Practice OS MCQs covering CPU scheduling, memory management, file systems, system calls, and kernel architecture.
Operating system fundamentals including kernel, processes, scheduling, memory management, synchronization, deadlocks, and virtualization.
Batch, Time-Sharing, Distributed, Real-Time (Hard/Soft RTOS), Multiprocessing (SMP/AMP), Network, Clustered, Mobile, and Embedded Operating Systems.
CPU privilege levels, dual-mode operation, system calls, Mode Bit, x86 protection rings, context switching, KPTI, Meltdown/Spectre, vDSO, IOMMU, hypervisor rings, DMA attacks, and privilege escalation.
System calls, API mechanisms (POSIX/Win32/Java), IPC (message passing & shared memory), I/O operations, resource allocation, error detection, protection domains, ALPC, ptrace, mmap, sendfile, ETW, LKMs, and signal handling.
System call lifecycle, parameter passing (registers/block/stack), POSIX fork/exec/wait, mmap, vDSO, SYSCALL/SYSRET, seccomp, KPTI/Meltdown, eBPF, futex, splice, Copy-on-Write fork, Zombie cleanup, FUSE, and VM Exit mechanics.

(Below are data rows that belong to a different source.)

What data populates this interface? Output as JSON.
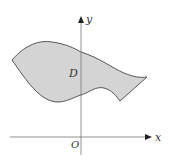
{
  "diagram": {
    "region_label": "D",
    "x_axis_label": "x",
    "y_axis_label": "y",
    "origin_label": "O",
    "region_fill": "#d3d3d3",
    "stroke_color": "#555555"
  }
}
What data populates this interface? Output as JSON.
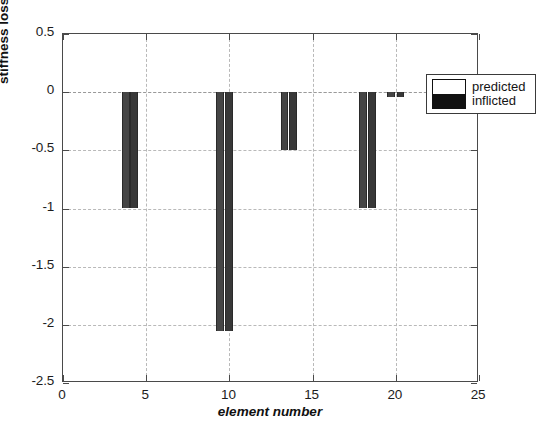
{
  "chart_data": {
    "type": "bar",
    "title": "",
    "xlabel": "element number",
    "ylabel": "stiffness loss Nm",
    "xlim": [
      0,
      25
    ],
    "ylim": [
      -2.5,
      0.5
    ],
    "xticks": [
      "0",
      "5",
      "10",
      "15",
      "20",
      "25"
    ],
    "xtick_values": [
      0,
      5,
      10,
      15,
      20,
      25
    ],
    "yticks": [
      "0.5",
      "0",
      "-0.5",
      "-1",
      "-1.5",
      "-2",
      "-2.5"
    ],
    "ytick_values": [
      0.5,
      0,
      -0.5,
      -1,
      -1.5,
      -2,
      -2.5
    ],
    "grid": true,
    "legend_position": "top-right",
    "categories": [
      4,
      9.7,
      13.6,
      18.3,
      20
    ],
    "series": [
      {
        "name": "predicted",
        "color": "#ffffff",
        "values": [
          -1.0,
          -2.05,
          -0.5,
          -1.0,
          -0.04
        ]
      },
      {
        "name": "inflicted",
        "color": "#111111",
        "values": [
          -1.0,
          -2.05,
          -0.5,
          -1.0,
          -0.04
        ]
      }
    ],
    "bars": [
      {
        "element": 4.0,
        "series": "predicted",
        "value": -1.0,
        "x0": 3.55,
        "x1": 4.0
      },
      {
        "element": 4.0,
        "series": "inflicted",
        "value": -1.0,
        "x0": 4.05,
        "x1": 4.5
      },
      {
        "element": 9.7,
        "series": "predicted",
        "value": -2.05,
        "x0": 9.2,
        "x1": 9.65
      },
      {
        "element": 9.7,
        "series": "inflicted",
        "value": -2.05,
        "x0": 9.75,
        "x1": 10.2
      },
      {
        "element": 13.6,
        "series": "predicted",
        "value": -0.5,
        "x0": 13.1,
        "x1": 13.5
      },
      {
        "element": 13.6,
        "series": "inflicted",
        "value": -0.5,
        "x0": 13.6,
        "x1": 14.05
      },
      {
        "element": 18.3,
        "series": "predicted",
        "value": -1.0,
        "x0": 17.8,
        "x1": 18.25
      },
      {
        "element": 18.3,
        "series": "inflicted",
        "value": -1.0,
        "x0": 18.35,
        "x1": 18.8
      },
      {
        "element": 20.0,
        "series": "predicted",
        "value": -0.04,
        "x0": 19.5,
        "x1": 19.95
      },
      {
        "element": 20.0,
        "series": "inflicted",
        "value": -0.04,
        "x0": 20.05,
        "x1": 20.5
      }
    ]
  },
  "legend": {
    "entries": [
      {
        "label": "predicted"
      },
      {
        "label": "inflicted"
      }
    ]
  },
  "axes": {
    "y_title": "stiffness loss Nm",
    "x_title": "element number"
  }
}
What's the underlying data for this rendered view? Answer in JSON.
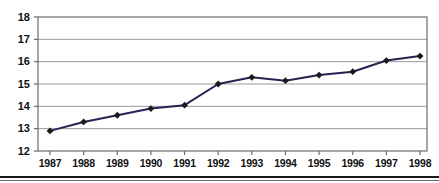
{
  "chart_data": {
    "type": "line",
    "title": "",
    "subtitle": "",
    "xlabel": "",
    "ylabel": "",
    "categories": [
      "1987",
      "1988",
      "1989",
      "1990",
      "1991",
      "1992",
      "1993",
      "1994",
      "1995",
      "1996",
      "1997",
      "1998"
    ],
    "values": [
      12.9,
      13.3,
      13.6,
      13.9,
      14.05,
      15.0,
      15.3,
      15.15,
      15.4,
      15.55,
      16.05,
      16.25
    ],
    "series": [
      {
        "name": "",
        "values": [
          12.9,
          13.3,
          13.6,
          13.9,
          14.05,
          15.0,
          15.3,
          15.15,
          15.4,
          15.55,
          16.05,
          16.25
        ],
        "line_color": "#262352",
        "marker": "diamond",
        "marker_color": "#1a1a1a"
      }
    ],
    "ylim": [
      12,
      18
    ],
    "yticks": [
      12,
      13,
      14,
      15,
      16,
      17,
      18
    ],
    "ytick_labels": [
      "12",
      "13",
      "14",
      "15",
      "16",
      "17",
      "18"
    ],
    "xtick_labels": [
      "1987",
      "1988",
      "1989",
      "1990",
      "1991",
      "1992",
      "1993",
      "1994",
      "1995",
      "1996",
      "1997",
      "1998"
    ],
    "grid": true,
    "grid_axis": "y",
    "grid_color": "#9a9a9a",
    "legend": false,
    "legend_position": "none",
    "annotations": [],
    "frame_color": "#6b6b6b",
    "background": "#ffffff"
  }
}
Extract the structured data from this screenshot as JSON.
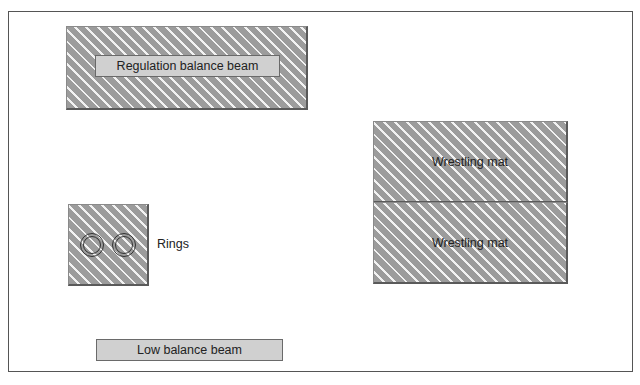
{
  "diagram": {
    "regulation_beam": {
      "label": "Regulation balance beam"
    },
    "rings": {
      "label": "Rings",
      "count": 2
    },
    "wrestling_mats": [
      {
        "label": "Wrestling mat"
      },
      {
        "label": "Wrestling mat"
      }
    ],
    "low_beam": {
      "label": "Low balance beam"
    },
    "colors": {
      "hatch_fill": "#9c9c9c",
      "hatch_stripe": "#f2f2f2",
      "label_fill": "#d0d0d0",
      "border": "#555555"
    }
  }
}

User's view vs programmer's view of the OS, file abstraction, logical vs physical address space, file descriptors, system call interface, process abstraction, virtual memory, and the programmer's API surface.
File system fundamentals, contiguous/linked/indexed allocation, FAT, NTFS, ext4, inodes, directory structures, free-space management, journaling, VFS layer, and file permissions.
Hard disk structure, tracks, sectors, cylinders, CHS vs LBA addressing, disk geometry, platters, read/write heads, rotational latency, seek time, transfer rate, RAID levels, and SSD internals.
Magnetic tape organization, sequential access storage, tape drives (LTO), blocked records, inter-record gaps, tape labeling, archival storage, tape vs disk trade-offs, and backup strategies.
FCFS, SSTF, SCAN, C-SCAN, LOOK, C-LOOK disk scheduling algorithms, seek time optimization, rotational latency, throughput, fairness, starvation, and modern SSD scheduling considerations.
FCFS, SJF, SRTF, Round Robin, Priority Scheduling, MLFQ, Lottery Scheduling, Real-Time scheduling (EDF, RMS), context switching overhead, starvation, aging, and Linux CFS scheduler internals.
Operating Systems is a core paper in every B.Tech, MCA, BCA, and M.Tech Computer Science curriculum, and one of the highest-weightage sections in GATE CSE. These Operating Systems MCQs cover every concept that appears in university semester exams, GATE, UPSC CS, placement aptitude tests, and technical interview rounds.
The collection spans 11 structured topic areas: Introduction to Operating Systems, Types of Operating Systems (batch, time-sharing, real-time, distributed), Kernel Mode vs. User Mode, OS Services, System Calls (fork, exec, wait, read, write), User's & Programmer's View, File Systems (FAT, NTFS, ext4, inodes, directory structures), Disk Organization & Scheduling, Tape Organization, Disk Scheduling Algorithms (FCFS, SSTF, SCAN, C-SCAN, LOOK), and CPU Scheduling Algorithms (FCFS, SJF, Round Robin, Priority, Multilevel Queue).
Each topic has 60 questions divided into three difficulty levels β Basics, Concepts, and Advanced β so you can master fundamentals before tackling the complex scenario-based questions that GATE and placement examiners favour.
Key exam focus areas: the four Coffman conditions for deadlock (Mutual Exclusion, Hold & Wait, No Preemption, Circular Wait), virtual memory and page replacement algorithms (LRU, FIFO, Optimal), Belady's Anomaly, process vs. thread distinctions, and scheduling algorithm turnaround time calculations β these appear in almost every OS exam paper.
These Operating Systems multiple-choice questions cover every concept tested in university exams, placement tests, GATE preparation, and technical screening rounds. From foundational definitions to tricky edge-case scenarios, every MCQ comes with a verified explanation to reinforce the concept β not just the answer.
MCQ practice is the fastest way to identify gaps in your knowledge. Selecting the wrong option is valuable β it shows you exactly what needs more review. Use Exam Mode to build the recall speed that matters in timed tests, and Study Mode to absorb explanations during initial learning.
Combine these MCQs with the Operating Systems Theory Notes for conceptual depth and the Operating Systems Interview Q&A guide for answer phrasing under pressure. Together, the three resources cover every angle: understanding, rapid recall, and articulation.